For the moment with her the health motive reigned supreme. She was no longer a runaway wife, she was an invalid profiting by change of air. Nothing was going to happen; let the world stand still while she was happy for the first time in her life. Surely she had a right to a little happiness!
She stayed there until the one red-trunked fir tree, up there on the heights by Mortham Peel, caught and glowed in the sunset light, and the damp mists began to rise in their proportion from this enormous area of rank foliage that engendered them. The fisherman put up his rod and went home. The doves cooed in a continuous monotone. Mrs. Elles knew well enough by all these signs that it was getting late. As she loitered slowly home, she could hear on the other side of the high Park wall the noisy passage of char-à-bancs, and vans full of jovial people, whose hoarsely shouted refrain of “She’s a jolly good fellow!” testified to their appreciation of Mrs. Watson’s thirty pies and cheerful welcome. Peace was evidently restored, and Mr. Rivers would have had his dinner quietly and be done by the time she got back. She was not at all hungry; she would have a glass of milk and a sandwich in her room. She was a woman who habitually took strong coffee twice a day.
“How changed I am!” she thought.
The party of trippers had gone, silence reigned, but the open door of the meeting room, as she crossed the hall on her way in, showed a wild and hideous scene of tea-stained table-cloths and broken meats.
“An awful sight, isn’t it?” asked Mr. Rivers, who was standing—a dark shape filling up the space, at the door of his own room. Then he hesitated a little....
“Mrs. Watson tells me that I am to have the pleasure of your company to-night?”
His tone was absolutely courteous, but she failed to detect any very strong cordiality in it, as was of course natural.
“He thinks me an awful bore!” she thought, but what she said was “I thought you would have dined by this time.”
“Of course I have not,” he replied, raising his eyebrows, “but I believe dinner is just ready.”
He held the door of the sitting-room wide open for her with just the right gesture and the right attitude of courtly invitation.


### [TASK TO CARRY OUT]
The answer consists of the lines from the line holding "Search the screen for man." through the last line of the entries, retyped exactly, and nothing else. No pictures belong in it.

Stored data entries:
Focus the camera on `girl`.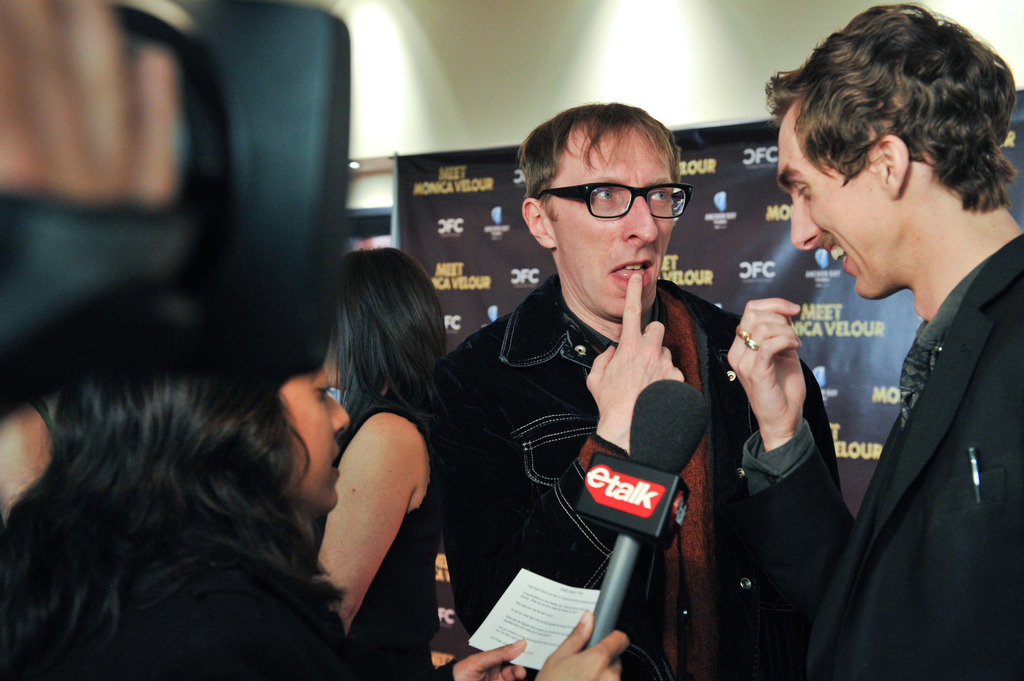
Focus region: (left=0, top=361, right=628, bottom=680).
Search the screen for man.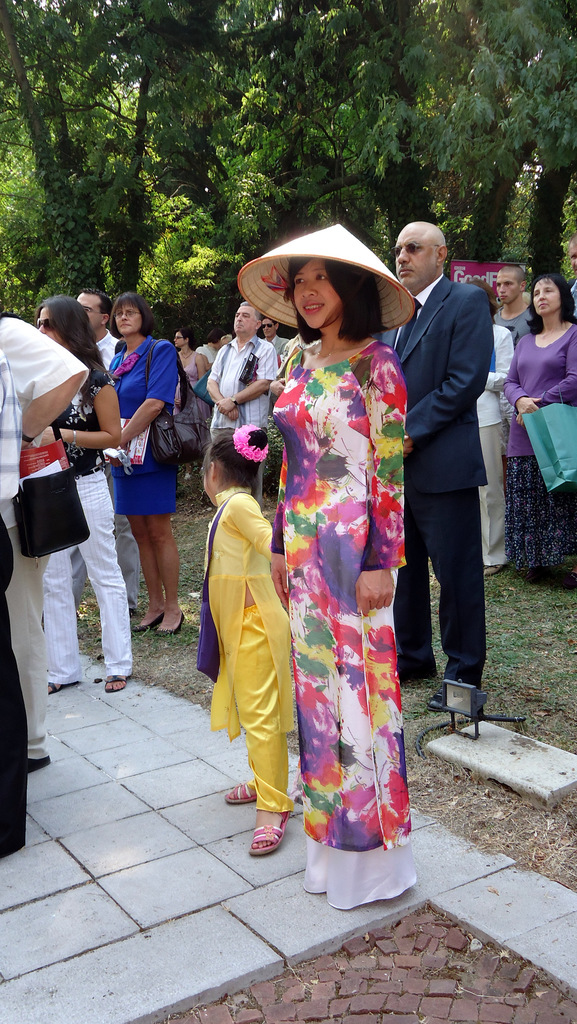
Found at select_region(0, 291, 113, 797).
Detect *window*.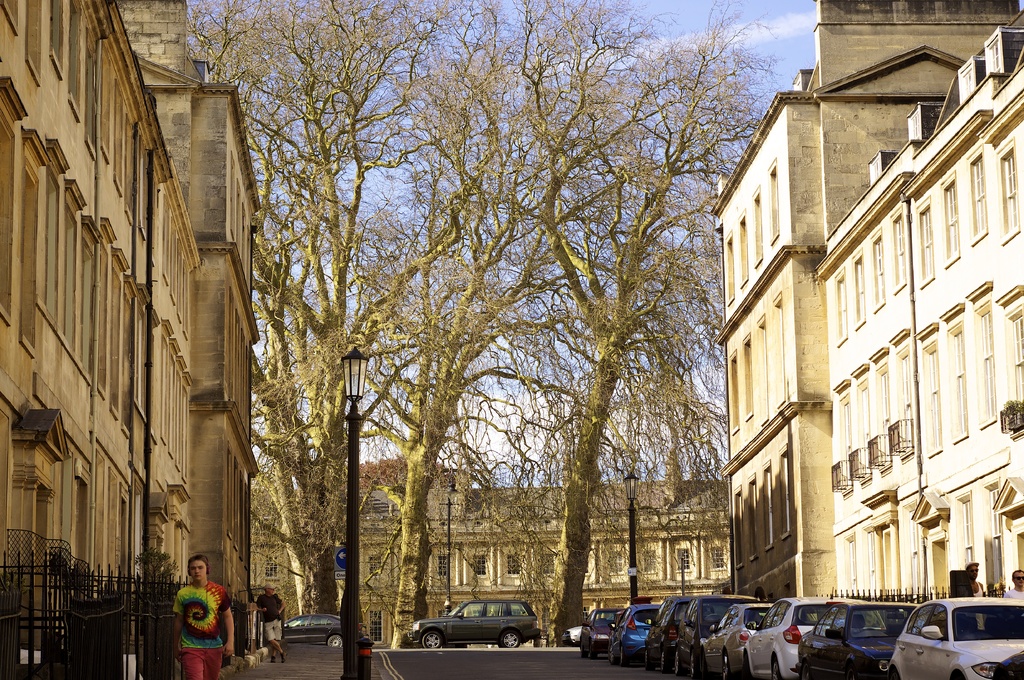
Detected at detection(939, 170, 960, 267).
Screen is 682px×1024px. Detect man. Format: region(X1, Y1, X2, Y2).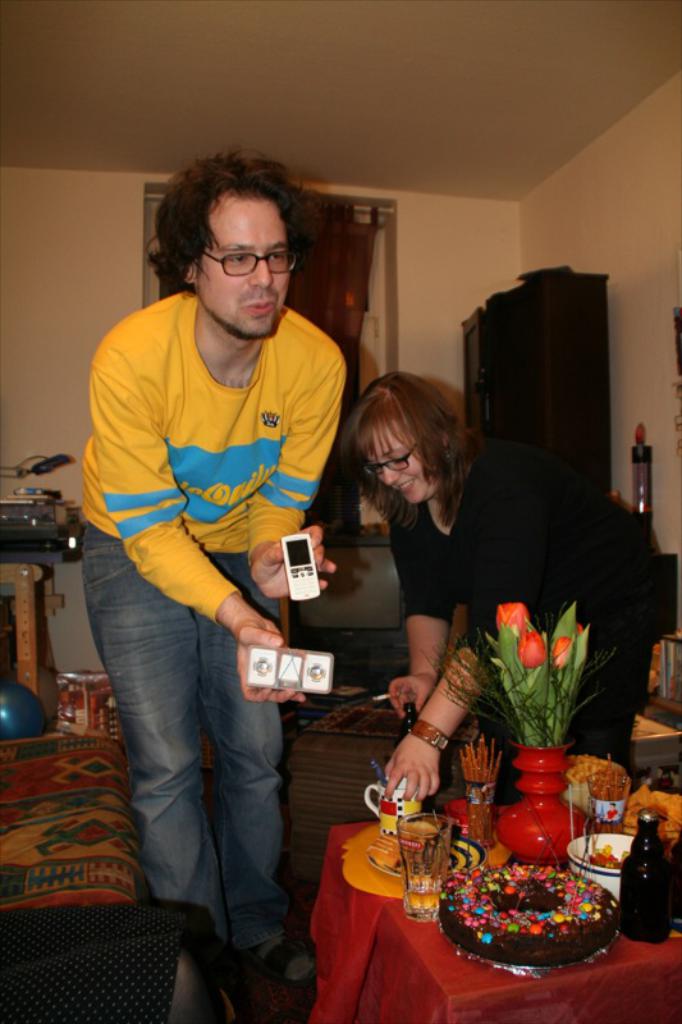
region(69, 157, 379, 955).
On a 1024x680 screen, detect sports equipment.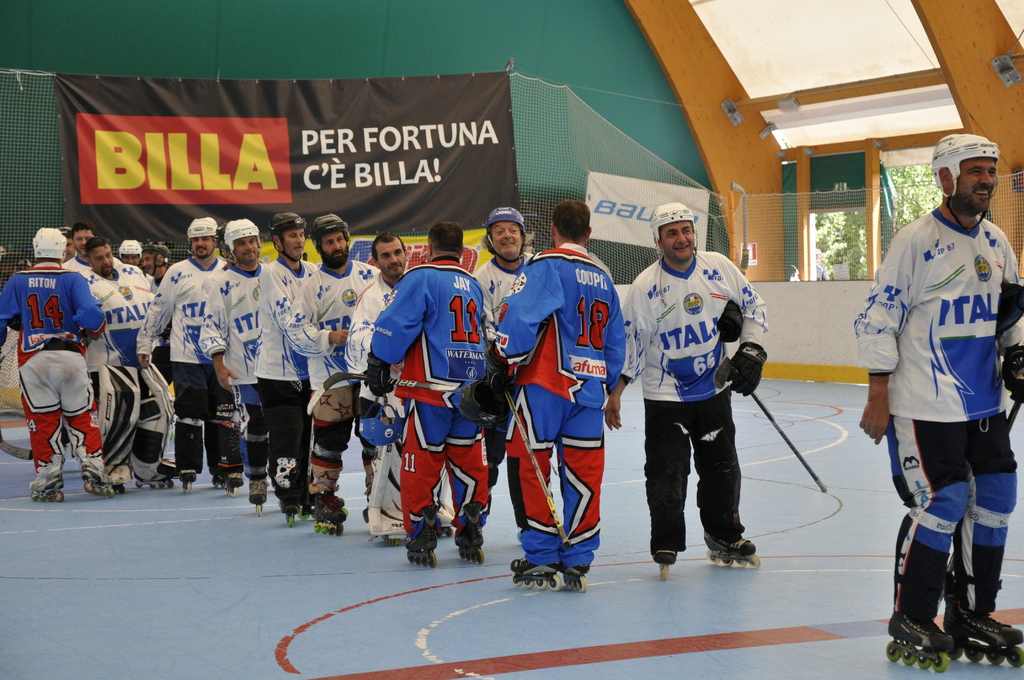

### [ANSWER SPACE]
Search the screen for man.
Found at select_region(0, 291, 113, 797).
Detect *window*.
Detected at detection(939, 170, 960, 267).
Screen is 682px×1024px. Detect man. Format: region(X1, Y1, X2, Y2).
region(69, 157, 379, 955).
On a 1024x680 screen, detect sports equipment.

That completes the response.